Cameroon troops have freed a kidnapped senator from President Paul Biya’s ruling party and several other hostages, in a raid in a breakaway region that also killed a dozen “terrorists,” the army said Tuesday.
Senator Elizabeth Regine Mundi was kidnapped with her driver on April 30 in Bamenda in the Northwest Region, where anglophone separatists have mounted an armed campaign to separate from the majority French-speaking country.
Two wings of the self-described Ambazonian Defence Forces (ADF) had claimed responsibility for the abduction, a senior local official said.
In an army raid on a “terrorist refuge” in Ashong late on Monday “several hostages were freed, including the senator,” army spokesman Cyrille Atonfack Guemo said in a statement.

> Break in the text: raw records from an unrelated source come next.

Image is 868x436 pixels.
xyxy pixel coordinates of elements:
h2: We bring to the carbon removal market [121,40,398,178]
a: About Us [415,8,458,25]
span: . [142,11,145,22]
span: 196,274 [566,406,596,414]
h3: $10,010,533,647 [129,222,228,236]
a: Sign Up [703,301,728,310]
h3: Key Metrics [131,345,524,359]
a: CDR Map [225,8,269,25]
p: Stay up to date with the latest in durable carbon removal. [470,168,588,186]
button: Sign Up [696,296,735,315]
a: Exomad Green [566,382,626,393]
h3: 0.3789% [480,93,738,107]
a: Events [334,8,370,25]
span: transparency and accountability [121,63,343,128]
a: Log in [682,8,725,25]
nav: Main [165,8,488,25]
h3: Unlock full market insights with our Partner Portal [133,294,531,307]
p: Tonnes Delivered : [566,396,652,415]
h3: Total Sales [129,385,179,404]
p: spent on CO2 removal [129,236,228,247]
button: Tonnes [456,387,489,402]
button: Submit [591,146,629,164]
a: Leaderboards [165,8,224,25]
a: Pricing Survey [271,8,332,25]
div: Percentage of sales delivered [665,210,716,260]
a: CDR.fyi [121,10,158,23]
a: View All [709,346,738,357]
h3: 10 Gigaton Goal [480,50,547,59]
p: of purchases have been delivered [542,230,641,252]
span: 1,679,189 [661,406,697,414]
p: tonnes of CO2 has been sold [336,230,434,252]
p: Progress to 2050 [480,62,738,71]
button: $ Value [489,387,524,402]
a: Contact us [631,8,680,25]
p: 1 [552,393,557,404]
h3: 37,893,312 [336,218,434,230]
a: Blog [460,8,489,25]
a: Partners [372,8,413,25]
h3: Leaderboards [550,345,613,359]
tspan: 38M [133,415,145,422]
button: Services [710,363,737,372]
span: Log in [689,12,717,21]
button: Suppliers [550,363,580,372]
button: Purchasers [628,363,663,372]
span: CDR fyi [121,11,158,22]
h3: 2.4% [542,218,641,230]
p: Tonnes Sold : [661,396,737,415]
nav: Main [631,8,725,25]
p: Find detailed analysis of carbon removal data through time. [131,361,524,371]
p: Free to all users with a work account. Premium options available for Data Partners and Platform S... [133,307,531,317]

He did not provide the exact number of people liberated.
“A dozen terrorists were neutralized, several others wounded and fled. Three were captured,” he said.
Mundi, who hails from the Northwest Region, is a member of the politburo of Biya’s Cameroon People’s Democratic Movement (RDPC).
In 2017, separatists seeking self-rule in the Northwest and neighbouring Southwest Region declared an entity called the Federal Republic of Ambazonia.
Clashes between militants and security forces have claimed more than 6,000 lives and displaced around a million people, according to the International Crisis Group (ICG).
The separatists have frequently carried out kidnappings, usually of civil servants, and some have been killed. Church leaders and politicians have also been abducted but mostly are later freed.
The country has been ruled for nearly 40 years by 89-year-old Biya, who refused demands for federalism and has cracked down on the rebellion.
The presence of the anglophone regions derives from the colonial era.
The former German possession of Cameroon was partitioned after World War I between Britain and France.
In 1961, part of the British territory, the Southern Cameroons, joined Cameroon after it gained independence from France, becoming the Northwest and Southwest regions.
Anglophones have long chafed about perceived inequality, especially in education and law.